OK writes:

imageIn a recent paper "The black thread and other repairs?", linked recently on shroudcom, Pam Moon considers the matter of a dark thread visible on the photo.

I just would like to remind similar things have been reported for a long time. They may clarify the issue. First in a paper Joseph G. Marino, Edwin J.Prior, Chronological History of the Evidence for the Anomalous Nature of the C-14 Sample Area of the Shroud of Turin have  a following note:

Entry: #17
Date: 1996
Data Category: Evidence of anomalous nature of C-14 corner and C-14 aspects
Evidence: Even though Riggi had given assurances that the excised C-14 samples given to the
labs were free of foreign threads, The University of Arizona, one of the laboratories that
performed the Shroud C-14 dating, documented both red silk and blue satin in its sample.
Source: Petrosillo, Orazio and Marinelli, Emanuela. The Enigma of the Shroud: A Challenge
to Science. San Gwann, Malta: Publishers Enterprises Group, 1996, pg. 86.

It has been also mentioned in Marinelli’s paper from the Valencia conference:

In Tucson a thread of red silk and blue fibers were found on the sample238 which points to the Sox as original source of information 238 D. SOX, How an age of mystery ended, in The Times, October 15, 1988, p. 36.

According to the scheme from Ian Wilson’s 1998 The Blood and the Shroud (scan here, published by Stephen E. Jones on his blog). According to the scheme there was blue surrounding frame sewn onto Shroud by Princess Clotilde, 1868 nearby, as well as her stitching on the edge of radiocarbon sample. I presume she is the main suspect for leaving such dark threads in the radiocarbon sample. I don’t know whether that means she made some manipulations in the radiocarbon sample. It may indicate towards this direction, as well as those traces might have been accidentally left there during her work on the Shroud.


■ **TASK STATEMENT**: A single number is wanted: how many lines of the records below contain the word "elements".

[Dataset rows about figures]
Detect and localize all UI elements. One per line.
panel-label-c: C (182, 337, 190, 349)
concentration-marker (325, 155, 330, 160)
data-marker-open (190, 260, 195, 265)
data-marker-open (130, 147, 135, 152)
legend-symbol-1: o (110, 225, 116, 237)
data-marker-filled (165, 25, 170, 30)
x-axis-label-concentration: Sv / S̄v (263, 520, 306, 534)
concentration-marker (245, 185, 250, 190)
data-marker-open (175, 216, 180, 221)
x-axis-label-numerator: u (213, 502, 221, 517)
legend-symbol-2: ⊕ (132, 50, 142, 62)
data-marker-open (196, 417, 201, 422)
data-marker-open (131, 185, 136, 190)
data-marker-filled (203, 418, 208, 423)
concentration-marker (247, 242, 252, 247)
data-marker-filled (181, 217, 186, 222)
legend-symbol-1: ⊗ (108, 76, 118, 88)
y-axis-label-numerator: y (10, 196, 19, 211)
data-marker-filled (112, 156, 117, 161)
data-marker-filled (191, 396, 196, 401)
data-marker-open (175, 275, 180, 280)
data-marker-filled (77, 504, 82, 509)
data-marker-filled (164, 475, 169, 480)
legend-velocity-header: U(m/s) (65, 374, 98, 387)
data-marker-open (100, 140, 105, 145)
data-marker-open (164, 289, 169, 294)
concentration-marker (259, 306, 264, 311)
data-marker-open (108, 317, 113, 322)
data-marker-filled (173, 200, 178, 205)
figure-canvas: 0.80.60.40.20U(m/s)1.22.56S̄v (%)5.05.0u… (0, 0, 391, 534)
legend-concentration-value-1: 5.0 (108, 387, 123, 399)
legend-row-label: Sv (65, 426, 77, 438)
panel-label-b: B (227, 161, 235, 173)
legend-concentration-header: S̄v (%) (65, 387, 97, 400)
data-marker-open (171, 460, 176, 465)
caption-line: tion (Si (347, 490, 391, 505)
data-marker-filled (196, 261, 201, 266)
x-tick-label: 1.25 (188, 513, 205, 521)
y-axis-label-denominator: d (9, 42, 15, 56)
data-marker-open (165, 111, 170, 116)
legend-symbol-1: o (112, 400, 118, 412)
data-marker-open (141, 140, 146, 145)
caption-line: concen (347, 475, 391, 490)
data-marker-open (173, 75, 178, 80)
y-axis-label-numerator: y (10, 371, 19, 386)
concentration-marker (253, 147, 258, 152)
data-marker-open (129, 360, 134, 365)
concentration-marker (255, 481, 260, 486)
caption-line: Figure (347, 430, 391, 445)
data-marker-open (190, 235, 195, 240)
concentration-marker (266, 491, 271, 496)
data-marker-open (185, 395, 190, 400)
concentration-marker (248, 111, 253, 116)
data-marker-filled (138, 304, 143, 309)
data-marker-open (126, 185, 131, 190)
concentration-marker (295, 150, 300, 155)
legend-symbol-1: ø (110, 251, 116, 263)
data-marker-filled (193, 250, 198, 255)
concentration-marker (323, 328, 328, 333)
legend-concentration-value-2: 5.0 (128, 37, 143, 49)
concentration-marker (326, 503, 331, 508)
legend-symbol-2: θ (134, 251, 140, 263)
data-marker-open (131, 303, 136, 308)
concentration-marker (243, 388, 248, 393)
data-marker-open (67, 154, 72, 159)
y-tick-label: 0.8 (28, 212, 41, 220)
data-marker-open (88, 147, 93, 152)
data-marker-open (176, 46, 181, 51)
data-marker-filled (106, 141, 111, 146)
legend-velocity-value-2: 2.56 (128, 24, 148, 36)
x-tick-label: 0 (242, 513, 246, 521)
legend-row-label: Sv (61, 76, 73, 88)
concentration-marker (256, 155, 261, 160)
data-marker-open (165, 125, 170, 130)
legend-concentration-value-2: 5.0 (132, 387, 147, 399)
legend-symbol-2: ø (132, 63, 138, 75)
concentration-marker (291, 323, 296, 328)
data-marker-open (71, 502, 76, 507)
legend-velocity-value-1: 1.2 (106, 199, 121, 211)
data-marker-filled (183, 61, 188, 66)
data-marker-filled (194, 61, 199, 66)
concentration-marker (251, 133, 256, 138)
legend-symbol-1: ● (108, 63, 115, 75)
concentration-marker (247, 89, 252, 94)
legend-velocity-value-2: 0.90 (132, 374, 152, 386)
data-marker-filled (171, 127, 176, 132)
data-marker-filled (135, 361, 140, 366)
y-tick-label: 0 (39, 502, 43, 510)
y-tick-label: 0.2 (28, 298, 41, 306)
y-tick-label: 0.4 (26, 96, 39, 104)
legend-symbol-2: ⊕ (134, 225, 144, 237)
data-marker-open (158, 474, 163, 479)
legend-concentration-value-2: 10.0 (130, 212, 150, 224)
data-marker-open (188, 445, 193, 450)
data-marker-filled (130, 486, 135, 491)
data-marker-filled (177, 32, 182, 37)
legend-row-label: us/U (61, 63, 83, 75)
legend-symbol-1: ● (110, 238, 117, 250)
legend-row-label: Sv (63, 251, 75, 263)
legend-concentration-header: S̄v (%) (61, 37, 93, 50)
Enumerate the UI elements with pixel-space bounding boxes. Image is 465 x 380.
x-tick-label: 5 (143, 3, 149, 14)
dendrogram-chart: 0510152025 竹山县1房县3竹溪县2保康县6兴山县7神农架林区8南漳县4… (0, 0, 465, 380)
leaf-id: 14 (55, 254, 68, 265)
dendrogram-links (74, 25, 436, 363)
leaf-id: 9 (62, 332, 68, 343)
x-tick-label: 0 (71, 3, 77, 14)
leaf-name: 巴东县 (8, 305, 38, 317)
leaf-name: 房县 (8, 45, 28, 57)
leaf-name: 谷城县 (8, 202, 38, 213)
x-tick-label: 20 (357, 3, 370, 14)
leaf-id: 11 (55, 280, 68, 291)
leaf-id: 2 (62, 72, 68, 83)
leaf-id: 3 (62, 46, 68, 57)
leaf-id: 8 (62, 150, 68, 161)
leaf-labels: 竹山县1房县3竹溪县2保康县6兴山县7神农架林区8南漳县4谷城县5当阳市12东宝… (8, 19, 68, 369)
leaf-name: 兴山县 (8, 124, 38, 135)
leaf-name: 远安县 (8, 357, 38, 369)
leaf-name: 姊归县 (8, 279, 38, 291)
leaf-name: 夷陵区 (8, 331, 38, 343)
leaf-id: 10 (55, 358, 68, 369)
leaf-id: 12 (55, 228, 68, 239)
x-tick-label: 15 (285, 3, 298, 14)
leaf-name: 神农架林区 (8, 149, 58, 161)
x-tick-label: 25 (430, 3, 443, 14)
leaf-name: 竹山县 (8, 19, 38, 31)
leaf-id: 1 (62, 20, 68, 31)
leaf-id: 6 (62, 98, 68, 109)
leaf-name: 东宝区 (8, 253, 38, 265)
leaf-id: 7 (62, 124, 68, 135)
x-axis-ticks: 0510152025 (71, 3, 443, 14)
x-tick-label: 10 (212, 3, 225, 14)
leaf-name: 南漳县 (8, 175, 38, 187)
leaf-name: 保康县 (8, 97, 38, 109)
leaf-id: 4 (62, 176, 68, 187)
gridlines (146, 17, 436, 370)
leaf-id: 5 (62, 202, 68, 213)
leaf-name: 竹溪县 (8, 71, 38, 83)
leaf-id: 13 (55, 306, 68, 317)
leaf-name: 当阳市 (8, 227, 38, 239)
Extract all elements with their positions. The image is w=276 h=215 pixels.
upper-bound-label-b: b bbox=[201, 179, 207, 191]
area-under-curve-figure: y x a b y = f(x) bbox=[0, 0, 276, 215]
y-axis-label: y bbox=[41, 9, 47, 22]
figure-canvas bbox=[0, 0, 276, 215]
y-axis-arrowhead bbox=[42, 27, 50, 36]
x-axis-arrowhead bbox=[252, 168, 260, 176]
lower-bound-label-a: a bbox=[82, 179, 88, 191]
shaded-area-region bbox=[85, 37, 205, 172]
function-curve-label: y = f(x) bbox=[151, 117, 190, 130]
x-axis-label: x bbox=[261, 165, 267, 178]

■ **EXERCISE SOLUTION**: 3